104.5Double Jeopardy

Ex Post Facto
Last Updated: 12/01/23

Key Concepts

  • Defendant cannot be prosecuted for a prior act that was not a crime when it was committed, or be subjected to an increased punishment which was added after the offense was committed.
  • Changes in rules of evidence and procedure, additional civil remedies, or new offense classifications used in future proceedings normally do not violate the ex post facto clause.

Unlike double jeopardy issues, which ordinarily involve questions of successive prosecutions or multiple punishments for the same offense, ex post facto issues typically arise when there has been a change in the law that potentially impacts the criminality of a prior act, or alters punishment for an offense already adjudicated. Specifically, the ex post facto provisions of the United States Constitution (Article 1, Section 9, Clause 3, with respect to federal laws, and Article 1, Section 10, with respect to state laws) and the North Carolina Constitution (Article 1, Section 16) prohibit:

  1. The enactment of a statute that makes criminal an act that was not a crime when it was committed;
  2. Changing the elements of an offense after it was committed and to the defendant’s disadvantage;
  3. Increasing the punishment for a crime after the act constituting the crime was committed (State v. Detter, 298 N.C. 604 (1979); and
  4. Eliminating a defense to a crime that existed when the crime was committed or altering the sufficiency of evidence to convict.

Changes in rules of evidence or criminal procedure generally do not violate ex post facto provisions. In re Stedman, 305 N.C. 92 (1982) (holding that statute allowing fingerprinting of juvenile after commission of offense did not violate ex post facto); Dobbert v. Florida, 432 U.S. 282 (1977); Hopt v. Utah, 110 U.S. 574 (1884); Thompson v. Missouri, 171 U.S. 380 (1898); but see Carmell v. Texas, 529 U.S. 513 (2000) (Texas statute violated ex post facto clause by eliminating corroboration-of-witness rule to convict defendant by testimony alone).

While ex post facto provisions only involve legislative enactments, the Fifth and Fourteenth Amendments also prohibit the retrospective application of other unforeseeable judicial modifications of criminal law to the detriment of a defendant. See State v. Vance, 328 N.C. 613 (1991) (abrogating year-and-a-day rule for murder prospectively only); State v. Barnes, 345 N.C. 184 (1997); State v. Robinson, 335 N.C. 146 (1993).

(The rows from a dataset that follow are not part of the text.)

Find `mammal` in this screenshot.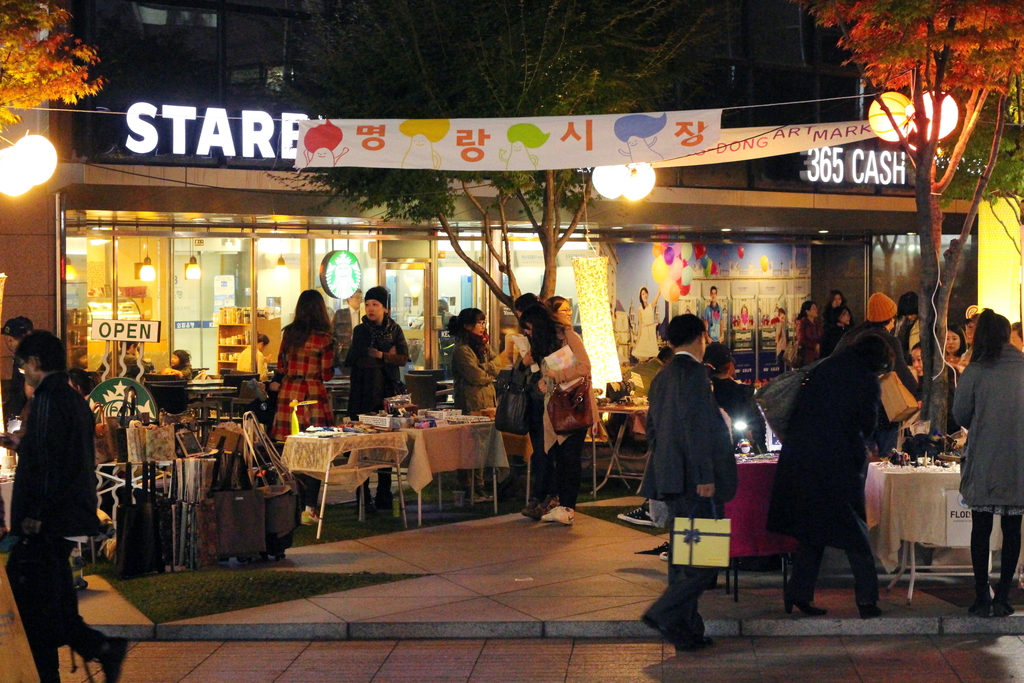
The bounding box for `mammal` is 735:303:752:332.
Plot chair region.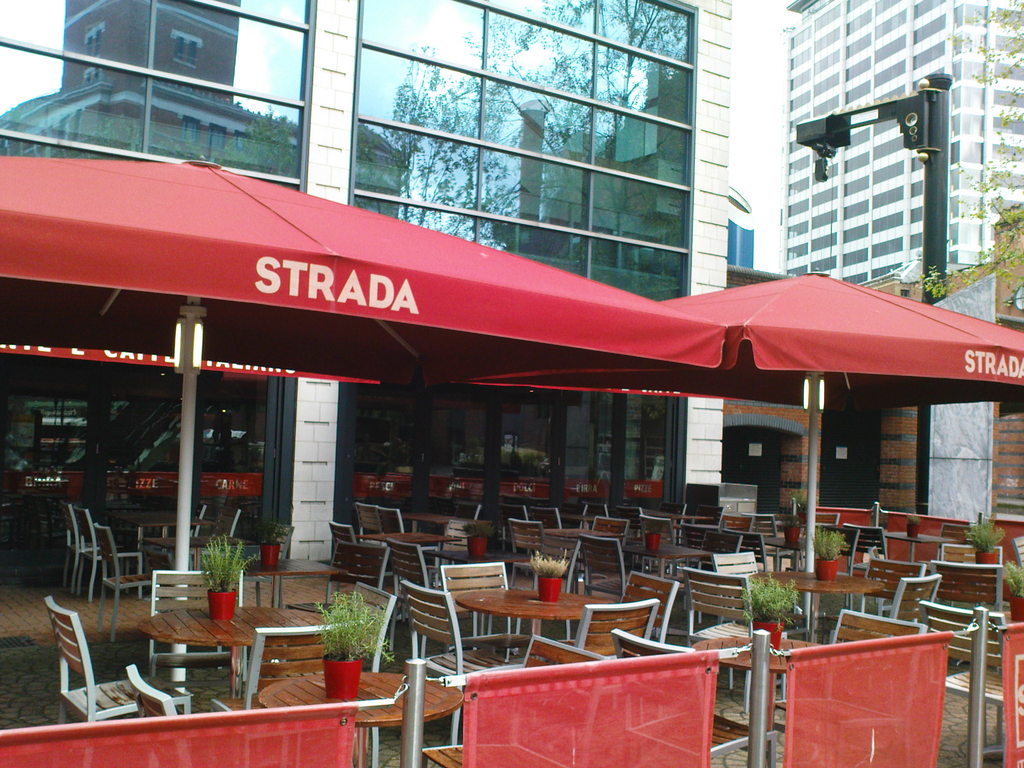
Plotted at select_region(499, 499, 525, 526).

However, other modifications such as additional civil remedies for sex offenses or reclassification of prior offenses for use in future proceedings have been upheld against ex post facto challenges. See State v. Bowditch, 364 N.C. 335 (2010) (subjecting previously convicted defendants to new satellite-based monitoring requirements did not violate ex post facto laws, since SBM regulations were civil in nature); State v. Wolfe, 157 N.C. App. 22 (2003) (reclassification of a felony offense after it was committed so that it became a violent felony under the violent habitual offender statute did not violate the ex post facto clause); State v. Wiley, 355 N.C. 592 (2002) (change in law allowing prior juvenile murder adjudication to be counted as a prior violent felony conviction did not violate ex post facto); State v. Taylor, 349 N.C. 219 (1998), affirming per curiam, 128 N.C. App. 394 (1998) (not error to rely on prior juvenile conviction as aggravating factor in sentencing where that conviction was added as a qualifying prior subsequent to the conviction date); State v. Mason, 126 N.C. App. 318 (1997) (different classification of prior felonies at time of their commission than at time of violent habitual offender determination did not violate defendant's rights against ex post facto laws); State v. Todd, 313 N.C. 110 (1985) (enactment of habitual felon law did not violate ex post facto provisions); but see Stogner v. California, 539 U.S. 607 (2003) (Supreme Court ruled that legislation which extended the statute of limitations for certain kinds of sex offenses violated the ex post facto clause when it revived the prosecution of offenses that had already been barred by the prior version of the statute of limitations for those offenses).

Portions of this entry were excerpted from the 2013 North Carolina Defender Manual, Volume II, Chapter 31.